Prevention of febrile leucopenia after chemotherapy in high-risk breast cancer patients: no significant difference between granulocyte-colony stimulating growth factor or ciprofloxacin plus amphotericin B.

In a prospective randomized trial, 40 stage IV breast cancer patients undergoing intermediate high-dose chemotherapy (cyclophosphamide, 5-fluorouracil plus epirubicin or methotrexate), received either recombinant human G-CSF (rhG-CSF, group I) or ciprofloxacin and amphotericin B (CAB, group II) for prevention of febrile leucopenia (FL). In group I, seven of 18 patients developed FL (after 10/108 courses); in group II, seven of 22 patients (7/98 courses) (P = NS). Median hospitalization duration and costs were not different. RhG-CSF was 6.6 times more expensive per course than CAB. In conclusion, prophylactic CAB has similar efficacy to rhG-CSF in this setting, and is more cost-effective.

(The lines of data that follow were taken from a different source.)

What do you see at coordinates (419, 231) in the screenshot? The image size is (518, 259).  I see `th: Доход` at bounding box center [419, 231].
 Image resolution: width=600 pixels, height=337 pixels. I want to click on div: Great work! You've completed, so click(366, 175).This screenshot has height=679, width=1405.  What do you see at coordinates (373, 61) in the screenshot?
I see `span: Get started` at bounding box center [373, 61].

[1]  J. Armitage,et al.  2000 update of recommendations for the use of hematopoietic colony-stimulating factors: evidence-based, clinical practice guidelines. American Society of Clinical Oncology Growth Factors Expert Panel. , 2000, Journal of clinical oncology : official journal of the American Society of Clinical Oncology.

[2]  T. Habermann,et al.  Granulocyte colony-stimulating factor in severe chemotherapy-induced afebrile neutropenia. , 1997, The New England journal of medicine.

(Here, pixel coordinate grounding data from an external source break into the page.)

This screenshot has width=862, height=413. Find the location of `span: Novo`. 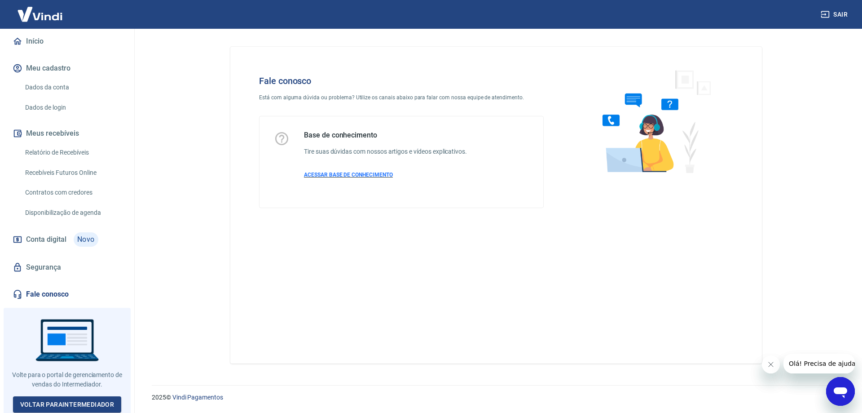

span: Novo is located at coordinates (86, 239).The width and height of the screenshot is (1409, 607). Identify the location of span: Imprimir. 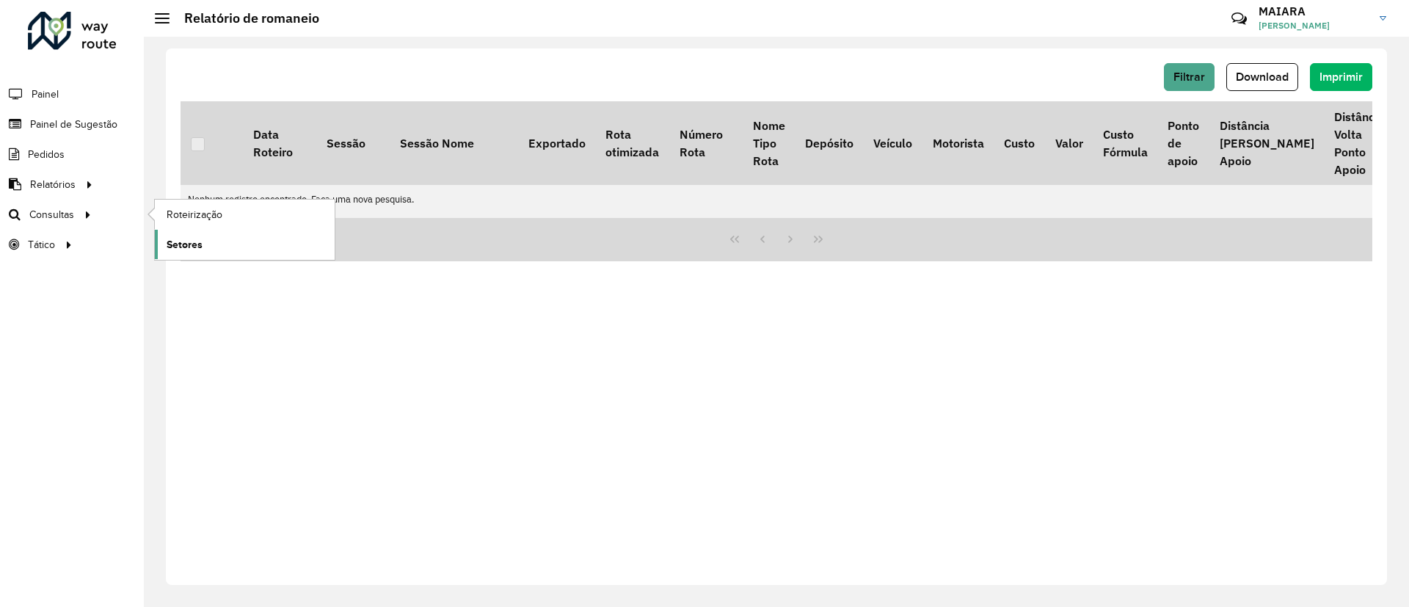
(1341, 76). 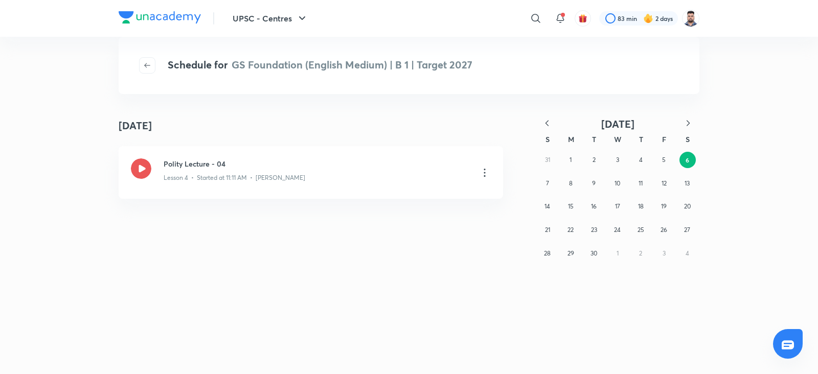 What do you see at coordinates (571, 230) in the screenshot?
I see `abbr: September 22, 2025` at bounding box center [571, 230].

[3]  M. Piccart,et al.  Consensus on the use of neutrophil-stimulating hematopoietic growth factors in clinical practice: an international viewpoint. , 1997, International journal of antimicrobial agents.

[4]  J. Klastersky Prevention of infection in neutropenic cancer patients. , 1996, Current opinion in oncology.

[5]  H. Keizer,et al.  Randomized placebo-controlled trial of granulocyte-macrophage colony-stimulating factor in patients with chemotherapy-related febrile neutropenia. , 1996, Journal of clinical oncology : official journal of the American Society of Clinical Oncology.

[6]  L. Twiggs,et al.  Chemoprophylaxis with oral ciprofloxacin in ovarian cancer patients receiving taxol. , 1994, Gynecologic oncology.

[7]  K. Gelmon,et al.  Phase I trial of recombinant human granulocyte-macrophage colony-stimulating factor derived from yeast in patients with breast cancer receiving cyclophosphamide, doxorubicin, and fluorouracil. , 1993, Journal of clinical oncology : official journal of the American Society of Clinical Oncology.

[8]  M. Palmer,et al.  WHO Handbook for Reporting Results of Cancer Treatment , 1982, British Journal of Cancer.